Clapped in irons, Wasey was marched from the ship to the city jail, where he was thrown into the dungeon to rot.11

The year was 1666 and the Spanish expedition to retake Old Providence, with more than 500 fighting men, set sail on 2 August. Against this attacking force Smith had a total of seventy-two men on the island, with only fifty-one fit enough to fight. They were doomed from the start but it was not the walkover that the numbers might imply. It took the Spanish three days of hard fighting to take the island. According to Major Smith’s deposition, he was, on ‘19 August 1666, by three Spanish vessels, a New England ketch taken from the English by the Spaniards, and an English ship, the Concord, thirty guns, of which Henry Wasey was commander, manned by Spaniards, summoned to surrender.’

Smith refused.

Whereupon the enemy landed, and after three days’ siege he was forced to surrender upon articles for good quarter, which the Spaniards did not in the least perform, for the English, about forty, were immediately made prisoners, and all, except Sir Thos Whetstone, this deponent, and Capt Stanley, who were commanders, forced to work in irons and chains at the Spaniards’ forts, with many stripes, and many are since dead through want and ill-usage. Said three commanders were sent to Panama, where they were cast into a dungeon and bound in irons for seventeen months. At length being released this deponent arrived at the Havannah, ‘his company being lost’, where he was clapped into gaol.12

Having betrayed the English by not accepting their surrender honourably, as they said they would, the Spanish sent the prisoners to Portobello. We know this from Captain Wasey, who said that he saw ‘prisoners taken in Providence made slaves in Portobello and thirteen more slaves in Cartagena’.13

In Europe, England and Spain were at peace but in Jamaica the peace meant nothing as Modyford referred to ‘the cruelty and false dealings of our neighbours’ in a letter to the Duke of Albemarle regarding the capture of Old Providence, which, he stated, was ‘a violation of the peace which they so much pretend to in these parts’.14

Hearing about the savagery with which the Spanish treated their English prisoners from Old Providence, especially after they’d agreed to an honourable surrender, the people of Jamaica demanded vengeance.
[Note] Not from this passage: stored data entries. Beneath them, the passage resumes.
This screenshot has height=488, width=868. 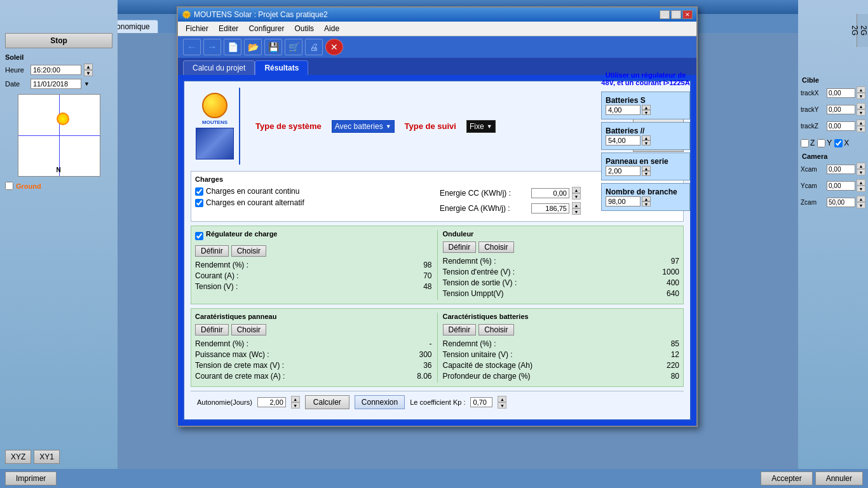 I want to click on ycam-down: ▼, so click(x=861, y=189).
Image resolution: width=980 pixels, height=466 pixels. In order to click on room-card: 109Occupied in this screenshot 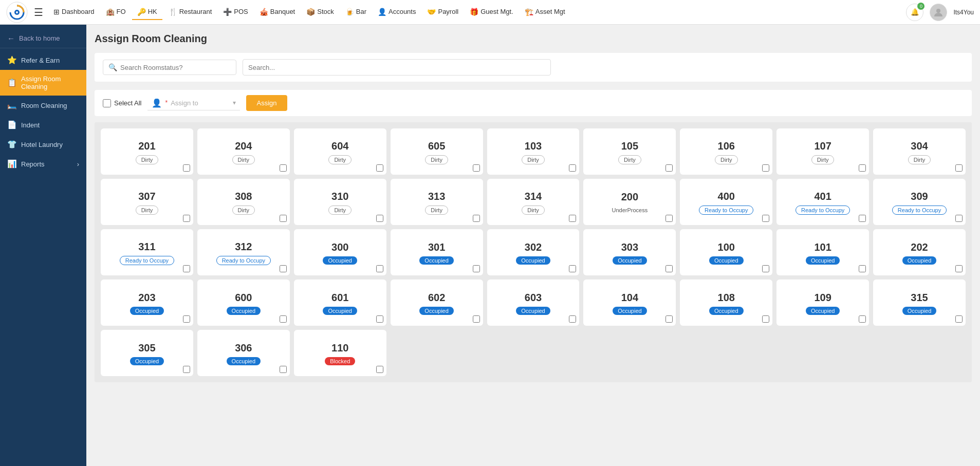, I will do `click(823, 303)`.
It was a difficult story to hear. Once the English prisoners had laid down their weapons:

on condition of having a small barque to transport them to Jamaica. But when they had laid down their arms the Spaniards refused them the barque, and carried them slaves to Portobello, where they were chained to the ground in a dungeon 12 foot by 10, in which were thirty-three prisoners. They were forced to work in the water from five in the morning till seven at night, and at such a rate that the Spaniards confessed they made one of them do more work than any three negroes, yet when weak with want of victuals and sleep they were knocked down and beaten with cudgels, and four or five died. Having no clothes, their backs were blistered with the sun, their heads scorched, their necks, shoulders, and hands raw with carrying stones and mortar, their feet chopped, and their legs bruised and battered with the irons, and their corpses were noisome one to another. The daily abuses of their religion and their king, and the continual trouble they had with friars, would be tedious to mention.15

This news stoked hatred of the Spanish in Jamaica and the demand of retribution grew as news that the Spanish, buoyed by their success at Old Providence, were assembling a fleet to attack Jamaica. Something had to be done. The ‘something’ would fall on Morgan’s shoulders and it would be carried out in a spectacular way.